Movies, Mystery and Attachment

The time: 7:00 p.m.

 The day: Saturday

 The location: My living room

 The mission: To find a movie that my daughter and I will both enjoy

The negotiations begin. I am utterly convinced that “The Life of Pi” will set the stage for a truly magical cinematic experience that my daughter and I will recount with excitement during the Monday morning commute to school. I impel her to watch the preview, certain that a taste of the fantastical will tip the scales in my favor. What’s not to love? An adventure, a shipwreck, a tiger. The colorful, epic tale of a boy coming of age and colliding the divine. Mysterious, exotic, moving. “It won an academy award,” I tell her, peering into her disinterested face. She, intractable, begs me to watch “Pitch Perfect.” The, as I imagine it, insipid tale of a college a cappella singing group. She makes her sales pitch detailing the plot and characters (she’s seen it before), and even belting out a few musical numbers from the soundtrack. I’m unmoved. Finally, with burgeoning maturity, she relents, saying, “Mom I want to rent a movie we can both enjoy.” I, with, surety bordering on smug victory, push play.

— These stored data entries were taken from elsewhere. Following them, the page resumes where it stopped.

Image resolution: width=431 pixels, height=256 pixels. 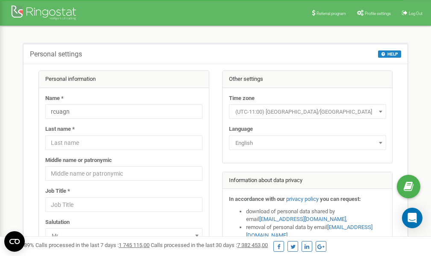 What do you see at coordinates (15, 242) in the screenshot?
I see `button: Open CMP widget` at bounding box center [15, 242].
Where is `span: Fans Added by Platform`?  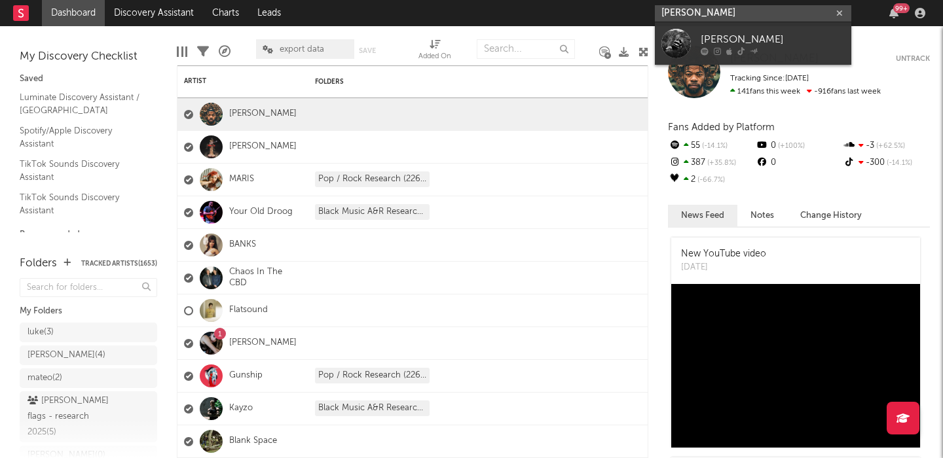
span: Fans Added by Platform is located at coordinates (721, 127).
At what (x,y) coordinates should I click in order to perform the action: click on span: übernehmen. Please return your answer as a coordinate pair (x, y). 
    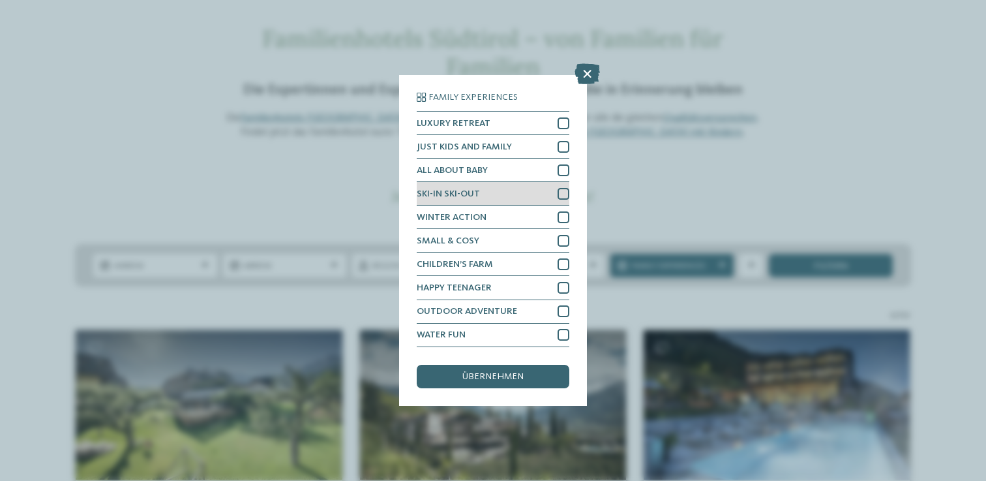
    Looking at the image, I should click on (493, 376).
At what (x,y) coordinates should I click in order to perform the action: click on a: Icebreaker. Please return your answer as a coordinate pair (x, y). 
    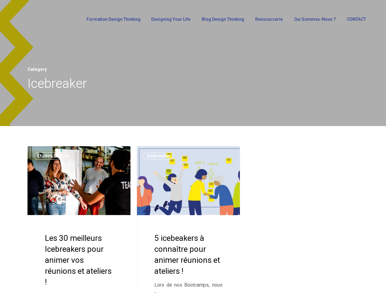
    Looking at the image, I should click on (158, 156).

The movie begins and it’s everything I hoped it would be. I am entranced from the opening credits. She, wrapped in her faux fur blanket, looks positively despondent.  I urge her to give it a few more minutes and she doggedly snuggles in, droopy eyed and joyless. Her helpless resignation diminishing my revelry with each passing moment. “Fine,” I say, “We’ll watch Pitch Perfect and I’ll finish this tomorrow,” my guilt getting the better of me. I’m rewarded with a leap of glee and renewed energy. I settle in, defeated, for what I imagine to be a two hour entertainment assault. I am wrong. 

While the movie received not a hint of a nod from The Academy and was certainly a far cry from the “dark, cerebral dramas” or “compelling documentaries” that Netflix so kindly recommends to me, it was lively, charming and even poignant at times. What’s more, I shared a truly magical cinematic evening with my daughter. It just didn’t come in the form I imagined. 

As I reflect on this experience, I am reminded of the eastern concept of Upadana, often translated as “attachment,” but more accurately equivalent to the English words “grasping” and “clinging.” To sum up the concept very briefly, when we dig in our heals, when we fail in flexibly, when we’re so focused on what we want rather than what is, we suffer. Only by relinquishing this grasp can we embrace the joy and mystery inherent in human life. Only by letting go of the experience I yearned to share with my daughter did I avail myself to the truly moving experience we shared. In therapy with clients, I often illustrate the concept using the metaphor of monkey bars. As long as we’re hanging onto the monkey bars, we cannot reach out and grab anything else. 

As is often the case, wisdom, in its purest forms, comes through our elders and our children. I thank my daughter for reminding me to let go so that I might seize the truly sublime.

Jeneice Dickey, LISW
Psychotherapist, Satori Counseling Services
 

Exciting New Services

I am delighted to have added several exciting new services to my menu of client offerings, among which include The Core Values Inventory. 

Knowing one’s core values is crucial to making good life decisions and choosing future directions. Unfortunately, instead of letting our own core values guide us, we often act out of values internalized from others or we allow ourselves to be unduly influenced by questionable cultural values. The Core Values Inventory will help distill your unique value system and clarify your authentic path, guiding you toward a joyful, more fulfilling life. The Core Values Inventory can be conducted in-person or virtually through Skype or FaceTime. 

Visit my website to learn more at http://www.satoricounselingservices.com

Jeneice Dickey, LISW

Psychotherapist, Satori Counseling Services

 

 

The Spirit of Spring

The daffodils are coming up. Listen closely and a collective sigh of relief can be heard. Winter is over. It’s curious how each spring, I am relieved to see the first signs of green. Almost as though I’d convinced myself, “This year… this year winter will never end.” And to my anxious amazement, each year it does.

Nature has been used as a metaphor for the human spirit since the emergence of language. Few among us have escaped at least one long winter of the soul during which we swear that this time … this time spring will never come. And yet it does. Winter, like anger, grief and despair simply must run it’s course. How foolish would I look bundled in my February gear, standing in my back yard over a patch of snowy earth, bidding the daffodils to rise up and bloom? Nature, like the human spirit, moves in seasons and these seasons must pass in their own time. It cannot be sped up or slowed down. Wisdom is the confidence, be nearly imperceptible at times, that spring will indeed come, as it always has.

In his book on new beginnings, “Beginnings Without End,” philosopher and writer Sam Keen offers us this poem:

When the old self dies

A new world is born.

What is stale

is renewed by wonder.

The surprise

bursts out of nothingness.

The young earth

is ruled by the unexpected.

Things will never be the same again.